Coalition Asks Feds to Lift Secrecy Shrouding Oroville Spillway Project

Article from KQED.

https://ww2.kqed.org/news/2017/04/21/coalition-asks-feds-to-lift-secrecy-shrouding-oroville-spillway-project/

By Dan Brekke
APRIL 21, 2017
Updated 1:55 p.m.

With state water officials withholding key details about plans for the reconstruction of Oroville Dam’s shattered spillway, a coalition of environmental groups has filed an extraordinary request with federal regulators to open up details of the project for public review and input.

Five Northern California groups filed the 13-page “request for clarification and public process” with the Federal Energy Regulatory Commission on Wednesday.

The filing says the organizations recognize the need to move quickly to rebuild the Oroville spillways, but challenges the California Department of Water Resources’ assertion that details of the reconstruction project must be withheld to protect the dam from terrorist sabotage.

“These rocks and concrete are not now nor are they likely to be as reconstruction proceeds a terrorist target,” the document says.

The coalition filing the request includes Friends of the River, the Sierra Club, the South Yuba River Citizens League, California Sportfishing Protection Alliance and American Whitewater.

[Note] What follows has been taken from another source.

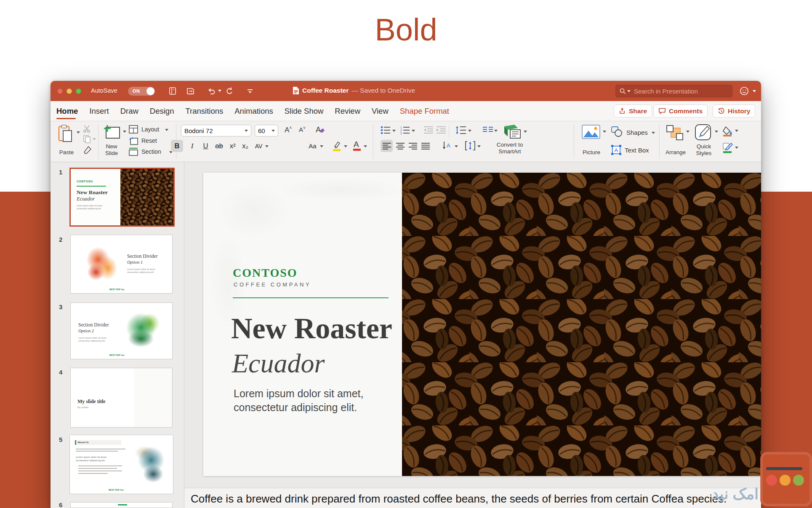  Describe the element at coordinates (380, 111) in the screenshot. I see `tab-view: View` at that location.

“We’re asking the commission to recognize that this is an extraordinary circumstance,” Ron Stork, executive policy advocate with Friends of the River, said in an interview Thursday. “They’ve got to invent a proceeding that allows information to be transparent for the interested and informed public to participate real time while expeditiously doing a reconstruction project that is a good one.”

State water officials have yet to respond to requests for comment.

All of the groups were involved in an unsuccessful attempt more than a decade ago to persuade FERC and the California Department of Water Resources to consider strengthening the emergency spillway system that was at the center of the near-catastrophe at the dam in February.

On Feb. 7, with a series of warm winter storms triggering a surge of runoff into Lake Oroville, a large crater appeared in the dam’s 3,000-foot-long concrete spillway. Several days later, that led to the first-ever overflow of the dam’s ungated emergency weir and down the adjacent unpaved hillside. Extensive erosion threatened to undermine the emergency weir and release a wall of water down the Feather River, prompting authorities to order the evacuation of more than 180,000 people.

The central issue in the request filed with federal regulators on Wednesday is the secrecy surrounding plans to rebuild the damaged main spillway and improve the emergency spillway system. State water officials have placed details of the plans, including contractors’ bids to do the work, beyond public view by classifying them as critical electric infrastructure information.

That designation, made under a federal law first passed after the 9/11 attacks, is meant to deny terrorists information they could use to sabotage the nation’s electrical infrastructure. State officials have not disclosed what aspects of the spillway project might prove useful to potential saboteurs, but they have said they are relying on consultations with Butte County Sheriff Kory Honea to decide whether redacted versions of project documents might be released in the future.

Among the documents the DWR is withholding are reports from the board of consultants hired to review the department’s spillway reconstruction plans. The board, in an initial report FERC released last month, raised questions about the damaged structure’s construction and repair history. DWR Acting Director Bill Croyle said later the report should not have been made public.

The DWR’s stance has drawn criticism from the two state legislators who represent the area, state Sen. Jim Nielsen, R-Tehama, and Assemblyman James Gallagher, who earlier this week sent a letter to Gov. Jerry Brown urging release of redacted versions of the board of consultants’ reports and other information.

Stork, the Friends of the River senior policy advocate, said that FERC’s traditional processes for assessing and certifying dam safety and for relicensing facilities are ill-suited to the situation at Oroville.

Relicensing takes years, he said, and FERC’s dam-safety process “does not allow for any kind of public participation, at least any informed participation, because all of the information is secret.”

Meantime, work has already begun on the dam’s spillway, and a contract has been awarded even before final decisions have been made on the design and scope of the project.

“They’re making decisions that bear on how safe Oroville Dam will be in the future, how well it can perform its various functions, including its flood-control functions,” Stork said. “These flood-control issues are really critical to downstream communities, and for them not to have a say in this matter is inappropriate. It’s wrong.”